The Elliott Smith Either/Or vinyl is one of the most requested titles we handle at B Side, and for good reason: this is the record that introduced most of the world to what Smith was capable of before the major label years arrived. Released on Kill Rock Stars on February 25, 1997, it came out just as Heatmiser, the band Smith had been splitting his time with, was dissolving. He was free to go fully inward, and the result is an album that still sounds like it was recorded in the room next to you.
Elliott Smith and the World He Built
Smith was born in Omaha but it was Portland, Oregon that shaped the sound people associate with him. His approach was deceptively simple: fingerpicked acoustic guitar, layered vocals tracked so quietly they feel like they are coming from inside your own head, and a production sensibility that favored intimacy over polish. He basically wrote the operating manual for lo-fi indie songwriting in the 1990s, and the artists working in that space today, from bedroom pop to confessional singer-songwriter, are drawing on groundwork he laid. Either/Or arrived third in his catalog, after Roman Candle and Elliott Smith, and it functions as the clearest statement of everything he had been building toward.

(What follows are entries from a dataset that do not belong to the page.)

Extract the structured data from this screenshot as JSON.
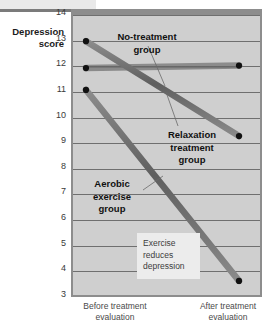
{
  "chart_data": {
    "type": "line",
    "title": "",
    "xlabel": "",
    "ylabel": "Depression score",
    "ylim": [
      3,
      14
    ],
    "yticks": [
      14,
      13,
      12,
      11,
      10,
      9,
      8,
      7,
      6,
      5,
      4,
      3
    ],
    "grid": true,
    "legend_position": "inline-annotations",
    "categories": [
      "Before treatment evaluation",
      "After treatment evaluation"
    ],
    "series": [
      {
        "name": "No-treatment group",
        "values": [
          11.85,
          11.95
        ]
      },
      {
        "name": "Relaxation treatment group",
        "values": [
          12.9,
          9.2
        ]
      },
      {
        "name": "Aerobic exercise group",
        "values": [
          11.0,
          3.55
        ]
      }
    ],
    "annotations": [
      {
        "name": "no-treatment-label",
        "text_lines": [
          "No-treatment",
          "group"
        ]
      },
      {
        "name": "relaxation-label",
        "text_lines": [
          "Relaxation",
          "treatment",
          "group"
        ]
      },
      {
        "name": "aerobic-label",
        "text_lines": [
          "Aerobic",
          "exercise",
          "group"
        ]
      },
      {
        "name": "conclusion-callout",
        "text_lines": [
          "Exercise",
          "reduces",
          "depression"
        ]
      }
    ],
    "colors": {
      "plot_background": "#cfcfcf",
      "frame": "#8d8d8d",
      "gridline": "#6f6f6f",
      "series_line": "#6b6b6b",
      "marker": "#111111",
      "callout_background": "#ececec",
      "page_background": "#ffffff"
    }
  },
  "axis": {
    "y_title_line1": "Depression",
    "y_title_line2": "score",
    "y_labels": [
      "14",
      "13",
      "12",
      "11",
      "10",
      "9",
      "8",
      "7",
      "6",
      "5",
      "4",
      "3"
    ],
    "x_left_line1": "Before treatment",
    "x_left_line2": "evaluation",
    "x_right_line1": "After treatment",
    "x_right_line2": "evaluation"
  },
  "labels": {
    "no_treatment_l1": "No-treatment",
    "no_treatment_l2": "group",
    "relaxation_l1": "Relaxation",
    "relaxation_l2": "treatment",
    "relaxation_l3": "group",
    "aerobic_l1": "Aerobic",
    "aerobic_l2": "exercise",
    "aerobic_l3": "group",
    "callout_l1": "Exercise",
    "callout_l2": "reduces",
    "callout_l3": "depression"
  }
}
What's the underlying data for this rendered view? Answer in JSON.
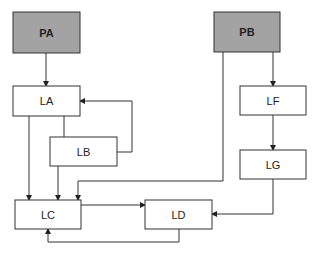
{
  "diagram": {
    "nodes": {
      "pa": {
        "label": "PA",
        "fill": "#a3a3a3"
      },
      "pb": {
        "label": "PB",
        "fill": "#a3a3a3"
      },
      "la": {
        "label": "LA",
        "fill": "#ffffff"
      },
      "lb": {
        "label": "LB",
        "fill": "#ffffff"
      },
      "lc": {
        "label": "LC",
        "fill": "#ffffff"
      },
      "ld": {
        "label": "LD",
        "fill": "#ffffff"
      },
      "lf": {
        "label": "LF",
        "fill": "#ffffff"
      },
      "lg": {
        "label": "LG",
        "fill": "#ffffff"
      }
    },
    "edges": [
      {
        "from": "PA",
        "to": "LA"
      },
      {
        "from": "LA",
        "to": "LB"
      },
      {
        "from": "LB",
        "to": "LA"
      },
      {
        "from": "LA",
        "to": "LC"
      },
      {
        "from": "LB",
        "to": "LC"
      },
      {
        "from": "PB",
        "to": "LC"
      },
      {
        "from": "PB",
        "to": "LF"
      },
      {
        "from": "LF",
        "to": "LG"
      },
      {
        "from": "LG",
        "to": "LD"
      },
      {
        "from": "LC",
        "to": "LD"
      },
      {
        "from": "LD",
        "to": "LC"
      }
    ],
    "colors": {
      "stroke": "#333333",
      "shaded": "#a3a3a3",
      "plain": "#ffffff"
    }
  }
}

Why the Elliott Smith Either/Or Vinyl Matters
Either/Or was recorded across several locations, primarily in Portland, and produced by Smith alongside Tom Rothrock and Rob Schnapf. That production team understood the assignment: keep it close, keep it honest, do not let the studio clean away what makes the songs work. The result is an album that sounds more personal than most records with ten times the budget. Kill Rock Stars, the Olympia-based independent label, had the instincts to put it out at a moment when that kind of record could still find its audience without a corporate machine behind it. The catalog number here is KRSR 269.
What You Are Getting
This is a Kill Rock Stars pressing, catalog KRSR 269. If you are building a serious collection of 1990s independent American rock, this title belongs in it, full stop. The label connection alone matters: Kill Rock Stars was operating at the center of the Pacific Northwest independent scene during this period, and their releases carry weight both sonically and historically. Vinyl is the right format for this record specifically because Smith’s production choices, the breath in the vocals, the slight room sound behind the guitars, translate onto analog with a warmth that digital formats tend to smooth over. This is a record worth owning physically, worth playing loud enough to hear everything he buried in the mix.